Our Steering Group is made up of the following people:
Toto Gronlund: Chair of the Patients Council at the College of Medicine, brings over 25 years of experience in a variety of roles in health, social care and the third sector, is passionate about the quality and effectiveness of care services and committed to improve the experience of them and outcomes for patients and carers. Toto brings over 25 years of experience in a variety of roles in health, social care and the third sector. As part of a spell of lifelong learning, Toto completed a diploma in International Primary Care Research at University College London specialising in the use of the narrative in research, health care and education. Other areas of special interest include the economic valuation of societal outcomes of improvements in the NHS, including patient and public benefit. In her spare time, she climbs mountains and keeps bees
Dr Chris Hewitt: Chief Executive of Leicestershire, Leicester City and Rutland Local Medical Committee; Clinical Complaints Adviser at The Medical Defence Union; Associate at Healthcare Performance and Alumnus of the NHS Staff College Leadership Programme is a GP in Leicester. He enjoys supporting professionals and has a particular interest and expertise in the diagnosis and recovery strategies for burnout. Pursuing additional interests and work roles have made him determined to improve the lot of patients, relatives, carers and workers in the NHS. “When the NHS is good it is the best in the world – when it is poor it is disgraceful.” Chris believes that clinical leaders with empathy are needed in the NHS to genuinely improve the experiences and outcomes of patients their families and their carers and is determined to work with like-minded people to really make a difference to the culture of the NHS – by supporting and developing followers and leaders.
Professor George Lewith: Professor of Health Research at the University of Southampton has combined his scientific interests, including over 150 primary research papers, with a busy clinical practice over the last 30 years and leads an internationally respected Integrated Medicine research group within the medical school’s department of primary medical care which is part of the National Institute of Health Research (NIHR) national school for primary care research. His research is focused on differentiating the specific from the non specific effects of treatment and developing models that will help to explain the patient perceived benefits of a variety of complementary medical interventions. He is currently interested in Pain, Arthritis and Cancer as illness models investigating the effects of acupuncture, healing, homeopathy and herbal medicines.
Dr Chris Manning: Convenor of the Group; director of UPstream Healthcare Ltd; chair of the Faculty for Mental Health at the College of Medicine; trustee, Richmond Health Voices – Healthwatch was a GP in Twickenham for 18 years and had major depression in 1986. He retired from the NHS in 1999 to work in the mental health third sector as trustee/Chair of Depression Alliance and then founded the primary care mental health and education charity Primhe. He has had a concern for the health and wellbeing of doctors and the quality of care that depends on both for over three decades.
Professor David Peters: Professor of Integrated Healthcare and Clinical Director at the School of Life Sciences, University of Westminster trained as a family doctor, and later in osteopathic medicine and as a musculoskeletal physician. From 1990 until 2005 he directed the highly innovative complementary therapies development programme at Marylebone Health Centre (MHC), a ground-breaking Central London NHS General Practice unit set up in 1986 to explore new approaches to inner city primary healthcare and is also now directing a new cross-university initiative – the Westminster Centre for Resilience
Lynn Young: was the Primary Healthcare Adviser for the Royal College of Nursing (RCN) from 1990 until her retirement in 2012. Before that she was a district nurse in West London. During the last decade the major part of her work focused on the development of primary healthcare policy and practice within the context of health and social care reform. She facilitated the Working in Partnership Programme (WiPP) which had13 projects, two of which were the development of nursing and healthcare assistants in general practice. In 2004 Lynn was awarded an Honorary Fellowship Royal College General Practitioners FRCGP (Hons).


- _WHAT THE TASK ASKS_
Wherever a line in the data holds the word "Playground", pull that line out.
[Opening DATA PROVIDED section]
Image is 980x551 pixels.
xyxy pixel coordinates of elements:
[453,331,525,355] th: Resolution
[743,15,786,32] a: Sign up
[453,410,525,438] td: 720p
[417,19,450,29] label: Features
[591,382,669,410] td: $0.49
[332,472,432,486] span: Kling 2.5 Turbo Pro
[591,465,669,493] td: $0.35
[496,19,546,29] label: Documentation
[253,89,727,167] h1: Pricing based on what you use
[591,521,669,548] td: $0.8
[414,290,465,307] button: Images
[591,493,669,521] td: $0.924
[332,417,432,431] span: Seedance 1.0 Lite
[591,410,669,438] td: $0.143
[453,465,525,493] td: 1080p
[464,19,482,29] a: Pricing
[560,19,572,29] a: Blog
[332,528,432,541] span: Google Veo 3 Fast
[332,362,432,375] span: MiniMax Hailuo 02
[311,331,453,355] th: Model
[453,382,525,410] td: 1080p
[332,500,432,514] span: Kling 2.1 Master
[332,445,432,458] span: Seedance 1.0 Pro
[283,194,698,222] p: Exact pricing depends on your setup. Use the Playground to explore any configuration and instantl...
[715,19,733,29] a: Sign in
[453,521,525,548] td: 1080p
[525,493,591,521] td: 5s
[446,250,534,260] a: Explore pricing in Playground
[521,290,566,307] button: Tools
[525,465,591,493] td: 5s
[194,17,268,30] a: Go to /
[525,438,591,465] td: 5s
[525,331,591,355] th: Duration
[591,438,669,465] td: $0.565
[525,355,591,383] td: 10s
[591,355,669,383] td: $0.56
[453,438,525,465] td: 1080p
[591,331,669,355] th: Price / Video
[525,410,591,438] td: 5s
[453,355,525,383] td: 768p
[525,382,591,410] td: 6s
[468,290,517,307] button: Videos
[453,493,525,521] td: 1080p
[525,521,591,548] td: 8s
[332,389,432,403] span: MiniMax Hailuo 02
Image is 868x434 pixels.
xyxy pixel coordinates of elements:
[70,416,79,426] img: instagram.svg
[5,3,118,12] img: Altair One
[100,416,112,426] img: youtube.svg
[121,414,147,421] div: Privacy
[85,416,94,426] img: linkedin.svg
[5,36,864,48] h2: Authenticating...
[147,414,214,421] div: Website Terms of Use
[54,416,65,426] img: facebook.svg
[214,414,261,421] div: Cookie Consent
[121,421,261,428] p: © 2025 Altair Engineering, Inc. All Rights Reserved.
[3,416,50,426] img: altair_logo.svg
[Closing DATA PROVIDED section]
- _RESULT FOR THIS TASK_
[283,194,698,222] p: Exact pricing depends on your setup. Use the Playground to explore any configuration and instantl...
[446,250,534,260] a: Explore pricing in Playground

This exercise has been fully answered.